Services run to M3 Parkway during peak times, Monday to Friday. The station is closed on Saturday and Sunday. Passengers need to change at Clonsilla for connection with the Maynooth service.
Docklands Station is a terminus railway station serving the Dublin Docklands area in Ireland. It is owned and operated by Iarnród Éireann and was part of the Irish Government’s Transport 21 initiative.
The station is one of three termini for the Western Commuter service run by Iarnród Éireann, the others being Dublin Connolly and Dublin Pearse.
The station was officially opened for commuter services by then Taoiseach Bertie Ahern at a temporary location on Sheriff Street in the North Wall area of Dublin’s Northside on 12 March 2007, construction groundbreaking having taken place on 9 March 2006 with Transport Minister Martin Cullen. It is the first new heavy rail station in Dublin city centre since Grand Canal Dock opened in 2001. It was required because the nearby Connolly Station had reached capacity and could not support additional commuter services to County Meath.
However, in March 2008, it was reported that the transport minister, Noel Dempsey, would allow CIÉ to seek new planning permission to keep the station on a permanent basis as a terminus for services from Maynooth and Navan following his decision to allow the Railway Procurement Agency to use Broadstone Station for extensions to the Luas.
The one thing that you need to know should you ever visit Dublin is that everything has a history or a background story but the associated problem, that may catch you by surprise, is that everyone will tell you a different story and different versions every time they meet you.
When I first photographed this bridge, many years ago, a self appointed local historian explained to me that the lifting bridge was built by Earl Spencer the paternal grandfather of Diana Spencer. The problem with stories such as this is that the facts may be “alternative” but they are often, to some extent, true so they should be dismissed with further research or investigation. I did, however, have problems with the story for the following reasons.
[1] Spencer Dock was originally known as the Royal Canal Docks [2] Diana’s Grand Father or his father had no connection with Ireland. [3] The bridge appears to have an electric motor dating from the 1940s or 1950s
Anyway I decided to check a history of the docklands published by Turtle Bunbury [by the way the book features one of my photographs] and I came across the following: “The new dock was a work of ‘entirely private enterprise’ and cost £58,000. On the beautiful afternoon of 15th April 1873, (Sir) Ralph Cusack, Chairman of the MGWR, opened the new dock and formally named it Spencer after the Lord Lieutenant, Earl Spencer, great-great grandfather of Diana, Princess of Wales.”
So there was some basis to the local historian’s claim however the bridge associated with the development was at the time described as “an ingenious hydraulic bridge” and it was the work of the railway’s engineer Mr Price. The bridge in my photographs does not really match the description above.
The available information is confusing. The bridge in my photographs appears to be referred to as the Sheriff Street Lifting Bridge but also as the Sheriff Street Spencer Drawbridge but it was built in 1941 as a replacement for an older swivel bridge dating from 1873.
Just before I published my original photographs I came across this “However, on 17 October 1941 the Irish Times reported on the opening of the new Sheriff Street drawbridge, which had cost £18,000; it was a structure unique of its kind in these islands.
Anyway I like the bridge and I keep hoping that it might be restored.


* **Problem requirements**
Write out each line below precisely, passing over the pictures.

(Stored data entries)
————————

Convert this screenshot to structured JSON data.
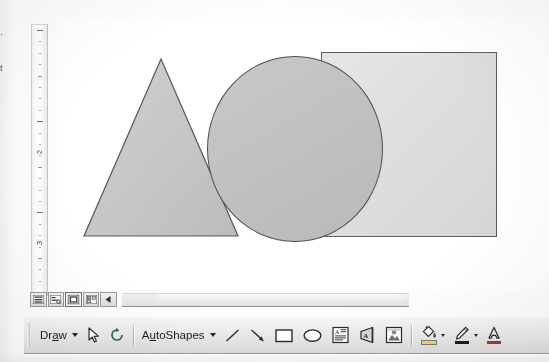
{
  "window": {
    "app": "presentation-editor",
    "left_margin_fragments": [
      "·",
      "t"
    ]
  },
  "ruler": {
    "orientation": "vertical",
    "units": "inches",
    "labels": [
      "2",
      "3"
    ],
    "label_positions_px": [
      127,
      218
    ],
    "tick_spacing_px": 11.4
  },
  "canvas": {
    "background": "#ffffff",
    "shapes": [
      {
        "name": "rectangle",
        "type": "rect",
        "fill": "#dedede",
        "outline": "#5d5d5d",
        "z": 1
      },
      {
        "name": "triangle",
        "type": "isosceles-triangle",
        "fill": "#c6c6c6",
        "outline": "#575757",
        "z": 2
      },
      {
        "name": "circle",
        "type": "oval",
        "fill": "#c2c2c2",
        "outline": "#4f4f4f",
        "z": 3
      }
    ]
  },
  "view_bar": {
    "buttons": [
      {
        "name": "normal-view",
        "label": "Normal View",
        "selected": false
      },
      {
        "name": "outline-view",
        "label": "Outline View",
        "selected": false
      },
      {
        "name": "slide-view",
        "label": "Slide View",
        "selected": true
      },
      {
        "name": "slide-sorter-view",
        "label": "Slide Sorter View",
        "selected": false
      },
      {
        "name": "slide-show-view",
        "label": "Slide Show",
        "selected": false
      }
    ]
  },
  "scrollbar": {
    "orientation": "horizontal",
    "thumb_position_pct": 12
  },
  "toolbar": {
    "title": "Drawing",
    "draw_label": "Draw",
    "draw_label_pre": "Dr",
    "draw_label_key": "a",
    "draw_label_post": "w",
    "autoshapes_label": "AutoShapes",
    "autoshapes_pre": "A",
    "autoshapes_key": "u",
    "autoshapes_post": "toShapes",
    "items": [
      {
        "name": "draw-menu",
        "label": "Draw",
        "has_menu": true
      },
      {
        "name": "select-objects-tool",
        "label": "Select Objects",
        "has_menu": false
      },
      {
        "name": "free-rotate-tool",
        "label": "Free Rotate",
        "has_menu": false
      },
      {
        "name": "autoshapes-menu",
        "label": "AutoShapes",
        "has_menu": true
      },
      {
        "name": "line-tool",
        "label": "Line",
        "has_menu": false
      },
      {
        "name": "arrow-tool",
        "label": "Arrow",
        "has_menu": false
      },
      {
        "name": "rectangle-tool",
        "label": "Rectangle",
        "has_menu": false
      },
      {
        "name": "oval-tool",
        "label": "Oval",
        "has_menu": false
      },
      {
        "name": "text-box-tool",
        "label": "Text Box",
        "has_menu": false
      },
      {
        "name": "wordart-tool",
        "label": "Insert WordArt",
        "has_menu": false
      },
      {
        "name": "insert-picture-tool",
        "label": "Insert Picture",
        "has_menu": false
      },
      {
        "name": "fill-color-tool",
        "label": "Fill Color",
        "has_menu": true,
        "color": "#f5d34a"
      },
      {
        "name": "line-color-tool",
        "label": "Line Color",
        "has_menu": true,
        "color": "#1c1c1c"
      },
      {
        "name": "font-color-tool",
        "label": "Font Color",
        "has_menu": true,
        "color": "#b03030"
      }
    ]
  }
}
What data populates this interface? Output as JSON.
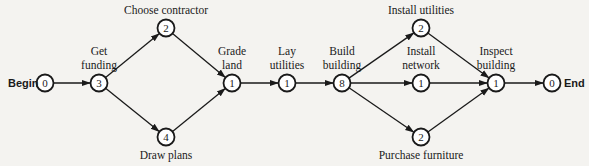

————————

* **Problem solution**
Convert this screenshot to structured JSON data.
{
  "window": {
    "app": "presentation-editor",
    "left_margin_fragments": [
      "·",
      "t"
    ]
  },
  "ruler": {
    "orientation": "vertical",
    "units": "inches",
    "labels": [
      "2",
      "3"
    ],
    "label_positions_px": [
      127,
      218
    ],
    "tick_spacing_px": 11.4
  },
  "canvas": {
    "background": "#ffffff",
    "shapes": [
      {
        "name": "rectangle",
        "type": "rect",
        "fill": "#dedede",
        "outline": "#5d5d5d",
        "z": 1
      },
      {
        "name": "triangle",
        "type": "isosceles-triangle",
        "fill": "#c6c6c6",
        "outline": "#575757",
        "z": 2
      },
      {
        "name": "circle",
        "type": "oval",
        "fill": "#c2c2c2",
        "outline": "#4f4f4f",
        "z": 3
      }
    ]
  },
  "view_bar": {
    "buttons": [
      {
        "name": "normal-view",
        "label": "Normal View",
        "selected": false
      },
      {
        "name": "outline-view",
        "label": "Outline View",
        "selected": false
      },
      {
        "name": "slide-view",
        "label": "Slide View",
        "selected": true
      },
      {
        "name": "slide-sorter-view",
        "label": "Slide Sorter View",
        "selected": false
      },
      {
        "name": "slide-show-view",
        "label": "Slide Show",
        "selected": false
      }
    ]
  },
  "scrollbar": {
    "orientation": "horizontal",
    "thumb_position_pct": 12
  },
  "toolbar": {
    "title": "Drawing",
    "draw_label": "Draw",
    "draw_label_pre": "Dr",
    "draw_label_key": "a",
    "draw_label_post": "w",
    "autoshapes_label": "AutoShapes",
    "autoshapes_pre": "A",
    "autoshapes_key": "u",
    "autoshapes_post": "toShapes",
    "items": [
      {
        "name": "draw-menu",
        "label": "Draw",
        "has_menu": true
      },
      {
        "name": "select-objects-tool",
        "label": "Select Objects",
        "has_menu": false
      },
      {
        "name": "free-rotate-tool",
        "label": "Free Rotate",
        "has_menu": false
      },
      {
        "name": "autoshapes-menu",
        "label": "AutoShapes",
        "has_menu": true
      },
      {
        "name": "line-tool",
        "label": "Line",
        "has_menu": false
      },
      {
        "name": "arrow-tool",
        "label": "Arrow",
        "has_menu": false
      },
      {
        "name": "rectangle-tool",
        "label": "Rectangle",
        "has_menu": false
      },
      {
        "name": "oval-tool",
        "label": "Oval",
        "has_menu": false
      },
      {
        "name": "text-box-tool",
        "label": "Text Box",
        "has_menu": false
      },
      {
        "name": "wordart-tool",
        "label": "Insert WordArt",
        "has_menu": false
      },
      {
        "name": "insert-picture-tool",
        "label": "Insert Picture",
        "has_menu": false
      },
      {
        "name": "fill-color-tool",
        "label": "Fill Color",
        "has_menu": true,
        "color": "#f5d34a"
      },
      {
        "name": "line-color-tool",
        "label": "Line Color",
        "has_menu": true,
        "color": "#1c1c1c"
      },
      {
        "name": "font-color-tool",
        "label": "Font Color",
        "has_menu": true,
        "color": "#b03030"
      }
    ]
  }
}
What data populates this interface? Output as JSON.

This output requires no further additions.